Over the past two years, as advances in artificial intelligence turned into a massive tailwind for the US stock market – carried aloft by a relatively small number of companies with a credible claim to be at the center of the AI story – skeptical observers compared the phenomenon to the Internet boom of the late 1990s. That boom, as anyone around at the time will no doubt recall, ended with a spectacular crash at the turn of the millennium. So long to Pets.com and its ilk, popped into weightless effervescence as the dot-com bubble burst. So too, the AI doubters have insisted, will be the fate of those enterprises today with their promises of world-changing feats of economic productivity brought about by their high-octane large language modules (LLMs).
The vibe of Schadenfreude was no doubt making its rounds among the critics of AI share prices this week, watching as the likes of Nvidia and Microsoft tumbled on Monday when a barely-known Chinese operation called DeepSeek burst onto the scene and, well, deep-sixed just about everything that had hitherto been conventional wisdom about generative AI – especially the billions and billions of expenditure dollars thought to be needed to make bigger and better LLMs, and the many megawatts of energy needed to power the data centers that bring them to life. DeepSeek appears to have capabilities more or less on par with those of ChatGPT, the iconic platform introduced by OpenAI in late 2022. But – to explain why all those AI-related stocks sank on Monday – DeepSeek can do all that at a fraction of the cost. Nor does this appear to be some kind of elaborate Chinese ruse. The company behind DeepSeek, a hedge fund called High-Flyer that specializes in AI applications for trading in financial markets, has made its training results public and its systems available on an open-source license. Anyone who wants to build their own programming on top of these systems can do so without permission. Scant wonder, then, that DeepSeek shot to the top of app store downloads in the US this week.

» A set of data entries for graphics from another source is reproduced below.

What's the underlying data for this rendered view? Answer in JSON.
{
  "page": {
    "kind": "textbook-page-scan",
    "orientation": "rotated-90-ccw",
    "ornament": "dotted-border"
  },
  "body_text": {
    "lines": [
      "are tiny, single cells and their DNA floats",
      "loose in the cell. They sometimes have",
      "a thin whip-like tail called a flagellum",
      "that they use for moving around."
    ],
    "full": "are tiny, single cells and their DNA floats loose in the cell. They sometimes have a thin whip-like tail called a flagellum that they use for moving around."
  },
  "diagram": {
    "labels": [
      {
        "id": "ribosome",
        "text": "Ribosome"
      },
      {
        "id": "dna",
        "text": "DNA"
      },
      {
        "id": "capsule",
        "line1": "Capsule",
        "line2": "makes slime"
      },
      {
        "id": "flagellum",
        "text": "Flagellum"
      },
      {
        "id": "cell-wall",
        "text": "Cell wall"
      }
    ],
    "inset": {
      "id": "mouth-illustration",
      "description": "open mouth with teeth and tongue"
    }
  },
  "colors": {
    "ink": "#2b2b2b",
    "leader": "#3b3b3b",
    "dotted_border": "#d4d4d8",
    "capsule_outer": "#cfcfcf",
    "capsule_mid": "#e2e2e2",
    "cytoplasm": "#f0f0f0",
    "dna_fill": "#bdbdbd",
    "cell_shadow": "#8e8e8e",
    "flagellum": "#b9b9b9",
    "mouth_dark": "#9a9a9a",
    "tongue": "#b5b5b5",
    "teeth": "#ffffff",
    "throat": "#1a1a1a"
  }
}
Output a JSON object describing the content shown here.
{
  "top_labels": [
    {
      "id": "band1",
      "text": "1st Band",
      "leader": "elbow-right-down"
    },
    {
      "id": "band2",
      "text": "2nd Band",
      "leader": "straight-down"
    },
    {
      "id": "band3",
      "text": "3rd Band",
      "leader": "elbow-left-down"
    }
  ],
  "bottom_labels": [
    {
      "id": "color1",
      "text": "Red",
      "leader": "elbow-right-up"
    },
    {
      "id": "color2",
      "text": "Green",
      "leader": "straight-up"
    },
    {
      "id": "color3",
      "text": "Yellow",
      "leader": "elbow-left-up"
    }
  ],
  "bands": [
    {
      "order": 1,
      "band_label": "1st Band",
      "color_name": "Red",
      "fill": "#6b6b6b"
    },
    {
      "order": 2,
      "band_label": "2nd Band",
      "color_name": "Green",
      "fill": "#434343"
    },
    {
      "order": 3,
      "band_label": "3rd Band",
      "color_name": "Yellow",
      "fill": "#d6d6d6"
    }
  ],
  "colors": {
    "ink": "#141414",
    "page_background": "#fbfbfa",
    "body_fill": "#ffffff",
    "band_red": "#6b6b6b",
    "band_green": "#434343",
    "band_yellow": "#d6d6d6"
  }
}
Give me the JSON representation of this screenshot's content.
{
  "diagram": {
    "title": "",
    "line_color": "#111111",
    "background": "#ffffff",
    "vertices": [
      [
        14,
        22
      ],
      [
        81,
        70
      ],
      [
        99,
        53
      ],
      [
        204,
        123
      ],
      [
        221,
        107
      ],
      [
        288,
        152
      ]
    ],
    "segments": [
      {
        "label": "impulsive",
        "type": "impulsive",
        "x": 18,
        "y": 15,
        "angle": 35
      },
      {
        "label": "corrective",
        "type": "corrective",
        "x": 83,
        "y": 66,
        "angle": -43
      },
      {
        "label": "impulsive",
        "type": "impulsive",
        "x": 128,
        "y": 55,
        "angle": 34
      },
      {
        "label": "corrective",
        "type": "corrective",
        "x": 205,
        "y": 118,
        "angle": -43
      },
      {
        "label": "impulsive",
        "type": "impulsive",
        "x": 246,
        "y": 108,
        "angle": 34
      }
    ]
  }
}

Getting back to those share prices for Mag Seven names (the Wall Street shorthand for those hitherto high-flying AI stocks). Is DeepSeek the catalyst for the bursting of the bubble – if indeed that is the right term to use? We imagine there will be plenty of short-term volatility in these shares as bargain-hunters do their thing, skeptics do theirs, and asset allocators interpreting all of this as a signal for repositioning between value and growth stocks do theirs. For our part, we think this is a new chapter in what we expect to be a very long story, with an ending that is nowhere near in sight. The capabilities of AI LLMs has grown significantly since the release of that first ChatGPT app. Now we have evidence that further growth is achievable with potentially greater cost and energy efficiencies – which is likely to spark more interest and produce new entrants whose names we don’t yet know. In turn, the overall potential market size is likely to grow. The established players will have a role to play here. At a recent tech conference, Nvidia CEO Jensen Huang pointed to robotics as the next major use case, with AI-empowered robots taking over a large swath of agent functions throughout the massive (and often unproductive) services economy.
“Agentics”—the techy buzzword for this – could be a word you hear circulating around a great many cocktail parties this year.
There will be winners and losers, in other words, as there always are with radical breakthroughs. Think back to Internet 1.0 in the late 1990s. Lots of those names went out of business, while others (such as Amazon) went on to be the behemoths of successive chapters in that story. There will be risks and there will be opportunities. But for better or for worse, artificial intelligence is very likely going to be an increasingly influential component of the global economy. The newest chapter of the story just got under way.